Then, loftily, he stalked across to Gavin and thrust his muzzle once more into the man's cupped palm. As clearly as by a dictionary-ful of words, he had rebuked her familiarity and had shown to whom he felt he owed sole allegiance.

While the girl was still staring in rueful indignation at this snub from her dog, Brice found time and thought to stare with still greater intentness up the tree, at a bunch of bristling fur which occupied the first crotch and which glared wrathfully down at the collie.

He made out the contour and bashed-in profile of a huge
Persian cat, silver-gray of hue, dense of coat, green of eye.

"So that's Simon Cameron?" he queried. "What a beauty! And what a quaintly Oriental name you've chosen for him!"

"He is named," said the girl, still icily, "for a statesman my parents admired. My brother says our Persian's hair is just the same color as Simon Cameron's used to be. That's why we named him that. You'll notice the cat has the beautifullest silvery gray hair—"

"Prematurely gray, I'm sure," put in Brice, civilly.

She looked at him, in doubt. But his face was grave. And she turned to the task of coaxing the indignant Simon Cameron from his tree-refuge.

"Simon Cameron always walks around the grounds with me, at sunset," she explained, in intervals of cajoling the grumpy mass of fluff to descend. "And he ran ahead of me, to-day, to the edge of the path. That must have been when Bobby caught sight of him…"

"Come, Kitty, Kitty, Kitty!" she coaxed. "Do be a good little cat, and come down. See, the dog can't get at you, now. He's being held. Come!"

The allurement of his mistress's voice produced no stirring effect on the temperamental Simon Cameron. Beyond leaving the crotch and edging mincingly downward, a yard or so, the Persian refused to obey the crooning summons. Plastered flat against the tree trunk, some nine feet above the ground, he miaued dolefully.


TASK PROMPT: Please filter the data below down to the lines holding the string "arrow".

[Stored items]
================

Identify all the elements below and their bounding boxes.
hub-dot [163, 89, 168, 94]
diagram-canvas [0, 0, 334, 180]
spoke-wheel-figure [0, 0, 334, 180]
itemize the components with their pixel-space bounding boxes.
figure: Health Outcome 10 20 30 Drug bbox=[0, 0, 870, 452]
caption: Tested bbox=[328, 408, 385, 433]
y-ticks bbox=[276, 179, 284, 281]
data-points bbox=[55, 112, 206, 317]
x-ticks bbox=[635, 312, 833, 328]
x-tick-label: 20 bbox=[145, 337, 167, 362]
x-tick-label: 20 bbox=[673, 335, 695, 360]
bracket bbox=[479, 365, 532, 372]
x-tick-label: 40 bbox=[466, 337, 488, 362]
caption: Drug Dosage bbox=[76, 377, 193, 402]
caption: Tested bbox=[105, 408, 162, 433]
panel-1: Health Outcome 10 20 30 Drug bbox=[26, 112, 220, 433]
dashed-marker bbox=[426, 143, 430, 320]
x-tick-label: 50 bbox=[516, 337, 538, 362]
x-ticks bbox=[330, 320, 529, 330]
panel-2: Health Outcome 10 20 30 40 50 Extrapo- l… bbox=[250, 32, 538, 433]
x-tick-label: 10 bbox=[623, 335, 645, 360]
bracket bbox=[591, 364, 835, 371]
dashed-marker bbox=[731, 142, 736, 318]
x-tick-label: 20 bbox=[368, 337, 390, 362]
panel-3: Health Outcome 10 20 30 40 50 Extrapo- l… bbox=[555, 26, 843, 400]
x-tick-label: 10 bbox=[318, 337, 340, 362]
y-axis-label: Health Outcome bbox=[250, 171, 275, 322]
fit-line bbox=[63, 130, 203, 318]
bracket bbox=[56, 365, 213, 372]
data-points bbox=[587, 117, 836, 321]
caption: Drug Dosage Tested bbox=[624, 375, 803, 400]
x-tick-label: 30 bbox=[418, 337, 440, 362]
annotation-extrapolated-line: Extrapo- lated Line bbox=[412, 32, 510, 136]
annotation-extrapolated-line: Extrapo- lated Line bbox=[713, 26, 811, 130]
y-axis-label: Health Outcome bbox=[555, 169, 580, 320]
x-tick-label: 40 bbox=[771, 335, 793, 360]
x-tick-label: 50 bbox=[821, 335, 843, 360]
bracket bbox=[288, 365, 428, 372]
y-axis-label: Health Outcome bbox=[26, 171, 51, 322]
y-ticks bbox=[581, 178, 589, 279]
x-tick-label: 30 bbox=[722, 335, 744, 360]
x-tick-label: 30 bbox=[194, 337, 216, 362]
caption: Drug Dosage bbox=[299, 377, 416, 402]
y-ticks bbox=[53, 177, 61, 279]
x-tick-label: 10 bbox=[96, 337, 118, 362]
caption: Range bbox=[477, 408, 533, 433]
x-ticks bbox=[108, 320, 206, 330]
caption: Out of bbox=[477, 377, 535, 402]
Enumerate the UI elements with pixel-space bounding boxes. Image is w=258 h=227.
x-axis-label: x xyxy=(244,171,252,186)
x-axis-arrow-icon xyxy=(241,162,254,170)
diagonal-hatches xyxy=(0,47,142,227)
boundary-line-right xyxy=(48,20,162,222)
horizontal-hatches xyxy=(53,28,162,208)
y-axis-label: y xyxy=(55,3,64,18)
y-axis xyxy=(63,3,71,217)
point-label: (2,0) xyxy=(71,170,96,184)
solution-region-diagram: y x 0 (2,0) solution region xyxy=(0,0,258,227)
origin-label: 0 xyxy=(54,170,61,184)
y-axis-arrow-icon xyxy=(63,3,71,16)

================

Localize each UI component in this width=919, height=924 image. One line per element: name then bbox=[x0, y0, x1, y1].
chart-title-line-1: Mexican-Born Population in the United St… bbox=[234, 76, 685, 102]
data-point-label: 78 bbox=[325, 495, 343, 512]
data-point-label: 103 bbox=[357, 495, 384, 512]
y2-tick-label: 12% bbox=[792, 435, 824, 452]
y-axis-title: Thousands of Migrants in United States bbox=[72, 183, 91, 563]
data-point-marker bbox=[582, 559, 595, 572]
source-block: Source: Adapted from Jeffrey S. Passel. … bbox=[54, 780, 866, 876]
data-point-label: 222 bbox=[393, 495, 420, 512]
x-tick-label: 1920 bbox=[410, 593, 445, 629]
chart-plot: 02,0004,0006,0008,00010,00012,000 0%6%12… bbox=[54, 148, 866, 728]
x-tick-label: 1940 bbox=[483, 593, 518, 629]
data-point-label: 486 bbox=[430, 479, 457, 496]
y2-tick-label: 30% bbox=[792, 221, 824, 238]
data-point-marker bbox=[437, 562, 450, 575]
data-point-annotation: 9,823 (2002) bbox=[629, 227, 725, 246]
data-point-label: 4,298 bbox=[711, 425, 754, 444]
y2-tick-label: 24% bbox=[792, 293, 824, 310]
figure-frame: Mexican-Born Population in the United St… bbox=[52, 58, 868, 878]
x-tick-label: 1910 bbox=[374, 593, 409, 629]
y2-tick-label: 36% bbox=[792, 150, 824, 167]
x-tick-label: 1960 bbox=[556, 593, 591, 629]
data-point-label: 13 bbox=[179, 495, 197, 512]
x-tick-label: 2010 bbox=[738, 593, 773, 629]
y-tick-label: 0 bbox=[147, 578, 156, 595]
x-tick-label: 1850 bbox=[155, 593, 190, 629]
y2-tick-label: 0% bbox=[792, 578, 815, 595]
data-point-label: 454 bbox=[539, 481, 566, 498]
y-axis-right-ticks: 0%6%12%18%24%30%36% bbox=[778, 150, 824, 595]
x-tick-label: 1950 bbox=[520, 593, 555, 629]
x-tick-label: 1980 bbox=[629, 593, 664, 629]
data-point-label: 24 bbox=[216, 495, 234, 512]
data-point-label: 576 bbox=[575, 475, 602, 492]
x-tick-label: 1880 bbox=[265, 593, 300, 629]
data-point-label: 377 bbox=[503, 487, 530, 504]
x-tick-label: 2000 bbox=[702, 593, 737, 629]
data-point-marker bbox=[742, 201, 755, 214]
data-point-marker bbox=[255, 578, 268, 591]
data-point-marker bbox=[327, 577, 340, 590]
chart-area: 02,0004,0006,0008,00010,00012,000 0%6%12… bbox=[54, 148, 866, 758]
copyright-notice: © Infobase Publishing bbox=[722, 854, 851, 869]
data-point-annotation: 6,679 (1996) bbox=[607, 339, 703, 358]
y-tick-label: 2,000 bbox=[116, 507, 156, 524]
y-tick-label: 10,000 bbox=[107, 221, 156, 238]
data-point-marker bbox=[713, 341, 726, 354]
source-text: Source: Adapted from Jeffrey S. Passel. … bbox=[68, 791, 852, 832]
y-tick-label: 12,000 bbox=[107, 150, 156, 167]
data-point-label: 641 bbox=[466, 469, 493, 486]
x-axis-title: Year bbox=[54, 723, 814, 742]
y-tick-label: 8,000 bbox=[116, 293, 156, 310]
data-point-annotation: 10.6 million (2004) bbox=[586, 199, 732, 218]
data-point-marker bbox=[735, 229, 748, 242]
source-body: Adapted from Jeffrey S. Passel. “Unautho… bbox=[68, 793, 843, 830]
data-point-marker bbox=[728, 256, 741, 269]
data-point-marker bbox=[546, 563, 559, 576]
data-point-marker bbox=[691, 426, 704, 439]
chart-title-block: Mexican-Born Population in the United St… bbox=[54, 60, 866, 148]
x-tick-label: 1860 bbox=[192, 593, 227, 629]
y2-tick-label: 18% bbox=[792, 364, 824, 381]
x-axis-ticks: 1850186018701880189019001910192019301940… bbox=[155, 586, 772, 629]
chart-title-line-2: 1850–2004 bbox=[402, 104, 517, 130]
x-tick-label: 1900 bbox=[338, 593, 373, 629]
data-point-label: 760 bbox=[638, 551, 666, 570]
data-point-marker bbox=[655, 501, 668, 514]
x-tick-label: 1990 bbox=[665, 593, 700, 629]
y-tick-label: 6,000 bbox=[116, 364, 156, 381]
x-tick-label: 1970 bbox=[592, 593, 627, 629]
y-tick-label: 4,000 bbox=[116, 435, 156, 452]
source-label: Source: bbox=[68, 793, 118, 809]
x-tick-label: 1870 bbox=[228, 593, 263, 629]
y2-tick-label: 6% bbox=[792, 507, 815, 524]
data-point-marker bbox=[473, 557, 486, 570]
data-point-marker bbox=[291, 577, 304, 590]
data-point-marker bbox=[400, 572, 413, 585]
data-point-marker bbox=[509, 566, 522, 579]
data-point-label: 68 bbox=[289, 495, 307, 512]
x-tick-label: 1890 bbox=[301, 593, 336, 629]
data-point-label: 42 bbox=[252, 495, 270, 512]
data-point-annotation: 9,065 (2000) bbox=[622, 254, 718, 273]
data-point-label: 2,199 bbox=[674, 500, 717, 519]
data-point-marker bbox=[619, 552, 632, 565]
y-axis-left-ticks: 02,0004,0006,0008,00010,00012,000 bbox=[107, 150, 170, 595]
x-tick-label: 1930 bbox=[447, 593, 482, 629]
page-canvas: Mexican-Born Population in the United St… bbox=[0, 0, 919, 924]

================

ANSWER FOR THE TASK:
x-axis-arrow-icon xyxy=(241,162,254,170)
y-axis-arrow-icon xyxy=(63,3,71,16)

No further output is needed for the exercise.